If there is a defining feature of how Kristi lives, it is consistency.

“I am a positive person,” she says. “Kindness matters. Positivity matters. Positive support matters.”

This is not situational. It is structural. She avoids negativity deliberately. She has no patience for what she calls “woe is me” thinking.

“You make the most of it,” she says. “That’s the choice.”

That choice extends beyond herself.

“Everything I do now is for my kids and my husband,” she says. “Stress affects me. And I only want positivity in my life for them.”

“They have enough to deal with watching their mom.”

So she filters what she shares.

Kristi places family at the center of her life and as the reason for her strength.

How She Lives

“I don’t talk about the physical challenges,” she says. “Because to me, I’m alive.
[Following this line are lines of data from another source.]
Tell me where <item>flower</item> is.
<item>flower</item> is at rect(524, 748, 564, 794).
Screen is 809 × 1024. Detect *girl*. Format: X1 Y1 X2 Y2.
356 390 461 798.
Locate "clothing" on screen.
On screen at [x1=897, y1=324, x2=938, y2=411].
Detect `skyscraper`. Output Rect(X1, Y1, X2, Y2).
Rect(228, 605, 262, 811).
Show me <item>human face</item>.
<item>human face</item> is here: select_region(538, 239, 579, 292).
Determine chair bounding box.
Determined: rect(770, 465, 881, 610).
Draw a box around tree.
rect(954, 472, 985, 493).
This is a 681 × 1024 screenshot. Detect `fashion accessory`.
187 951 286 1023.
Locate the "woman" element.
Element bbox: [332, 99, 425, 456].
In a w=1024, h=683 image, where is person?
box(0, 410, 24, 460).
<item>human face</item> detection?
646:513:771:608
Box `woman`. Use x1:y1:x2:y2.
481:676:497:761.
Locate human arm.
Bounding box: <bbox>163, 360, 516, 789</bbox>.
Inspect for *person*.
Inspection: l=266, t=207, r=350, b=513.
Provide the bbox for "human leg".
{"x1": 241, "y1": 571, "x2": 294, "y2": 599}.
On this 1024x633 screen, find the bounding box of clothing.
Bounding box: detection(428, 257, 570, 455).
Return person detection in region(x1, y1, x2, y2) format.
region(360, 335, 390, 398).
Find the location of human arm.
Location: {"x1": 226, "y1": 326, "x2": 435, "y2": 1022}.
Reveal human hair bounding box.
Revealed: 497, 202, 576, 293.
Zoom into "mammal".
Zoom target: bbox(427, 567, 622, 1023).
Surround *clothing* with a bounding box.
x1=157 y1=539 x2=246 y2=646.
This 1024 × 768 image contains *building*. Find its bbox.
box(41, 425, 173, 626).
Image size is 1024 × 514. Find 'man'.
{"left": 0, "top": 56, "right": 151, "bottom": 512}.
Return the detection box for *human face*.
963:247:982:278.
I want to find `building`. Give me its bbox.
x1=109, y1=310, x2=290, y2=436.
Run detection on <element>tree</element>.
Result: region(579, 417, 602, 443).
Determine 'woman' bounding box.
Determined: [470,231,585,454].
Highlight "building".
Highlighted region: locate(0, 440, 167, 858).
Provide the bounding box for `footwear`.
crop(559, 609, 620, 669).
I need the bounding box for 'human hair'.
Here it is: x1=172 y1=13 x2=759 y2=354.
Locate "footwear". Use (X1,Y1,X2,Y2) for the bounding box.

I don’t care about the hard things I go through.”

What matters more is their experience, their lives still unfolding ahead of them.

She speaks about her children with quiet certainty. She avoids names and specifics.

“They’re good kids,” she says. “I’m proud of them. They were raised by great parents. Not perfect parents. But we gave them the best we knew how.”

If her outlook has a foundation, it reaches back further.

Her grandfather immigrated from Holland and survived a brutal beating by Nazi soldiers during World War II. He worked as a baker during rationing, quietly feeding families and helping children who pressed against the warm brick walls of his shop for heat.

“What I have is nothing compared to that,” she says.

It is not a dismissal of her own experience. It is perspective.

Kristi Lawrance does not frame her life around what has happened to her. She frames it around what she chooses: positive or negative, kind or not, forward or stuck.

The distinction, in her view, is simple.

“Life does not define you,” she says. “What defines you is how you are as a human being.”

She moves through her life as she has decided to, a positive presence, a devoted wife and mother, focused less on what has happened and more on what still lies ahead.

She is not defined by what she’s been given.

She is defined by what she continues to choose.